Several long hours would pass before the dog owner brought the vaccine records, and in that time I thought first about my bad luck and second, about the friends I’ve known who’ve had to get the shots.
Years ago, my neighbor was driving to work when a bat flew out of her handbag and proceeded to fly around her head, pooping everywhere. Because bats are known to carry rabies, my friend had to get the shots as a precaution.
And last summer, another friend got the shots after a dog bite. He was at an outdoor event and made the very honest mistake of petting a dog that a man and his wife had brought. My friend went into the restroom to wash his bitten hand, and returned to find that the couple and the dog had fled. Despite my friend’s public pleas on social media, the family never acknowledged or came forward with the vaccine proof, and my friend spent the next several weeks going back and forth to the ER to get the shots. They were expensive and the process was time-consuming.
I didn’t have to get the shots for my own bite, thank goodness, but geez that injury hurt.

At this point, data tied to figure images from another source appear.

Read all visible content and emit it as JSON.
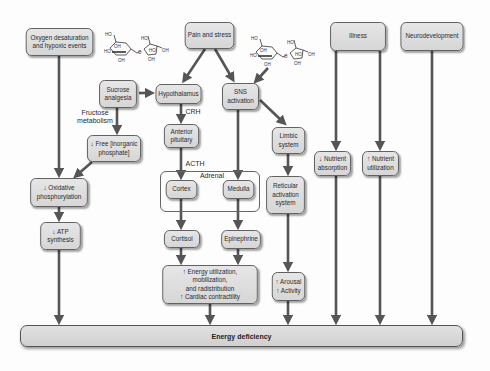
{
  "diagram": {
    "nodes": {
      "oxygen": "Oxygen desaturation\nand hypoxic events",
      "pain": "Pain and stress",
      "illness": "Illness",
      "neuro": "Neurodevelopment",
      "sucrose": "Sucrose\nanalgesia",
      "hypothalamus": "Hypothalamus",
      "sns": "SNS\nactivation",
      "pituitary": "Anterior\npituitary",
      "limbic": "Limbic\nsystem",
      "phosphate": "↓ Free [inorganic\nphosphate]",
      "oxphos": "↓ Oxidative\nphosphorylation",
      "cortex": "Cortex",
      "medulla": "Medulla",
      "reticular": "Reticular\nactivation\nsystem",
      "nutrient_abs": "↓ Nutrient\nabsorption",
      "nutrient_util": "↑ Nutrient\nutilization",
      "atp": "↓ ATP\nsynthesis",
      "cortisol": "Cortisol",
      "epinephrine": "Epinephrine",
      "energy_util": "↑ Energy utilization, mobilization,\nand radistribution\n↑ Cardiac contractility",
      "arousal": "↑ Arousal\n↑ Activity",
      "deficiency": "Energy deficiency"
    },
    "labels": {
      "fructose": "Fructose\nmetabolism",
      "crh": "CRH",
      "acth": "ACTH",
      "adrenal": "Adrenal"
    },
    "molecule_labels": {
      "ho": "HO",
      "oh": "OH",
      "o": "O"
    },
    "colors": {
      "box_fill": "#dcdcdc",
      "box_border": "#5a5a5a",
      "arrow": "#555555",
      "background": "#fdfdfd"
    }
  }
}
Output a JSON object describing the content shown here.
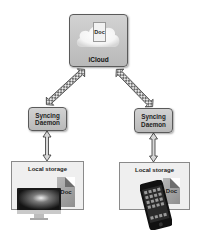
{
  "diagram": {
    "cloud_node": {
      "label": "iCloud",
      "doc_label": "Doc"
    },
    "daemons": [
      {
        "line1": "Syncing",
        "line2": "Daemon"
      },
      {
        "line1": "Syncing",
        "line2": "Daemon"
      }
    ],
    "devices": [
      {
        "storage_label": "Local storage",
        "doc_label": "Doc",
        "device": "desktop-computer-icon"
      },
      {
        "storage_label": "Local storage",
        "doc_label": "Doc",
        "device": "smartphone-icon"
      }
    ],
    "edges": [
      {
        "from": "iCloud",
        "to": "Syncing Daemon (left)",
        "type": "bidirectional"
      },
      {
        "from": "iCloud",
        "to": "Syncing Daemon (right)",
        "type": "bidirectional"
      },
      {
        "from": "Syncing Daemon (left)",
        "to": "Local storage (left)",
        "type": "bidirectional"
      },
      {
        "from": "Syncing Daemon (right)",
        "to": "Local storage (right)",
        "type": "bidirectional"
      }
    ],
    "colors": {
      "box_fill": "#c4c4c4",
      "box_border": "#5a5a5a",
      "storage_fill": "#efefef",
      "background": "#ffffff"
    }
  }
}
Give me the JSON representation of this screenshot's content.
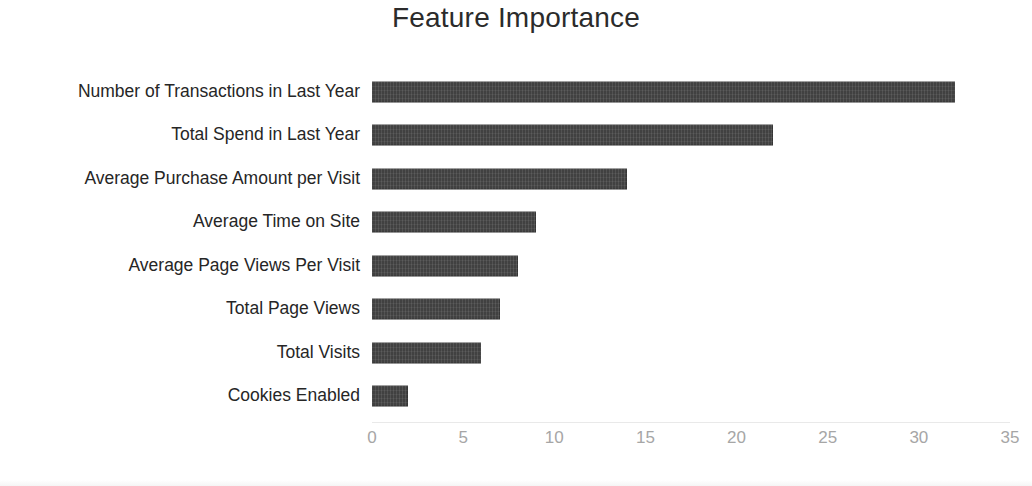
{
  "chart_data": {
    "type": "bar",
    "orientation": "horizontal",
    "title": "Feature Importance",
    "xlabel": "",
    "ylabel": "",
    "xlim": [
      0,
      35
    ],
    "xticks": [
      0,
      5,
      10,
      15,
      20,
      25,
      30,
      35
    ],
    "xtick_labels": [
      "0",
      "5",
      "10",
      "15",
      "20",
      "25",
      "30",
      "35"
    ],
    "grid": false,
    "legend": false,
    "bar_color": "#414141",
    "tick_label_color": "#a6a6a6",
    "title_color": "#2b2b2b",
    "category_label_color": "#262626",
    "background_color": "#ffffff",
    "categories": [
      "Number of Transactions in Last Year",
      "Total Spend in Last Year",
      "Average Purchase Amount per Visit",
      "Average Time on Site",
      "Average Page Views Per Visit",
      "Total Page Views",
      "Total Visits",
      "Cookies Enabled"
    ],
    "values": [
      32,
      22,
      14,
      9,
      8,
      7,
      6,
      2
    ],
    "series": [
      {
        "name": "Importance",
        "values": [
          32,
          22,
          14,
          9,
          8,
          7,
          6,
          2
        ]
      }
    ]
  }
}
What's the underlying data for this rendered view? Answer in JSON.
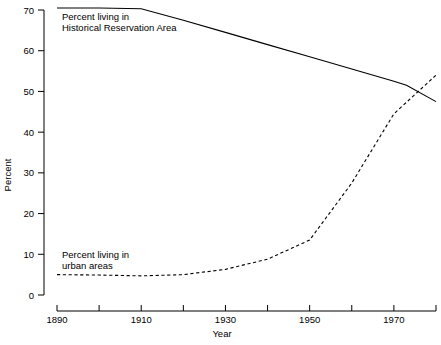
{
  "chart_data": {
    "type": "line",
    "title": "",
    "xlabel": "Year",
    "ylabel": "Percent",
    "xlim": [
      1890,
      1980
    ],
    "ylim": [
      0,
      70
    ],
    "grid": false,
    "legend_position": "inline-annotation",
    "x_ticks": [
      1890,
      1910,
      1930,
      1950,
      1970
    ],
    "x_minor_ticks": [
      1900,
      1920,
      1940,
      1960,
      1980
    ],
    "y_ticks": [
      0,
      10,
      20,
      30,
      40,
      50,
      60,
      70
    ],
    "series": [
      {
        "name": "Percent living in Historical Reservation Area",
        "style": "solid",
        "annotation_line1": "Percent living in",
        "annotation_line2": "Historical Reservation Area",
        "x": [
          1890,
          1900,
          1910,
          1920,
          1930,
          1940,
          1950,
          1960,
          1970,
          1973,
          1980
        ],
        "values": [
          70.5,
          70.5,
          70.3,
          67.5,
          64.5,
          61.5,
          58.5,
          55.5,
          52.5,
          51.5,
          47.5
        ]
      },
      {
        "name": "Percent living in urban areas",
        "style": "dashed",
        "annotation_line1": "Percent living in",
        "annotation_line2": "urban areas",
        "x": [
          1890,
          1900,
          1910,
          1920,
          1930,
          1940,
          1950,
          1960,
          1970,
          1980
        ],
        "values": [
          5.0,
          4.9,
          4.7,
          5.0,
          6.3,
          8.8,
          13.5,
          27.5,
          44.5,
          54.0
        ]
      }
    ]
  },
  "axis": {
    "y_title": "Percent",
    "x_title": "Year",
    "y_tick_labels": [
      "0",
      "10",
      "20",
      "30",
      "40",
      "50",
      "60",
      "70"
    ],
    "x_tick_labels": [
      "1890",
      "1910",
      "1930",
      "1950",
      "1970"
    ]
  },
  "annotations": {
    "solid_label_line1": "Percent living in",
    "solid_label_line2": "Historical Reservation Area",
    "dashed_label_line1": "Percent living in",
    "dashed_label_line2": "urban areas"
  },
  "colors": {
    "background": "#ffffff",
    "line": "#000000",
    "text": "#000000"
  }
}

For two weeks I couldn’t practice piano or guitar – or type. It was the bite that caused me to miss this column in mid-July because it happened the morning of my deadline. To add insult to injury, the dog’s owner suggested that if I wanted the vaccine records, I should call the veterinarian myself. I pushed back on that, and a few hours later she brought the records.
Maybe we kids were right to fret about rabies back in the day. In the ’60s, the treatment was 23 shots in the stomach. Had I needed the shots last month, it would have been just seven, and in the arm, not the stomach.
The finger has mostly healed now, although the nail just doesn’t look right. It’s bumpy and broken, a reminder of some rotten luck – and a reminder that things can always be worse.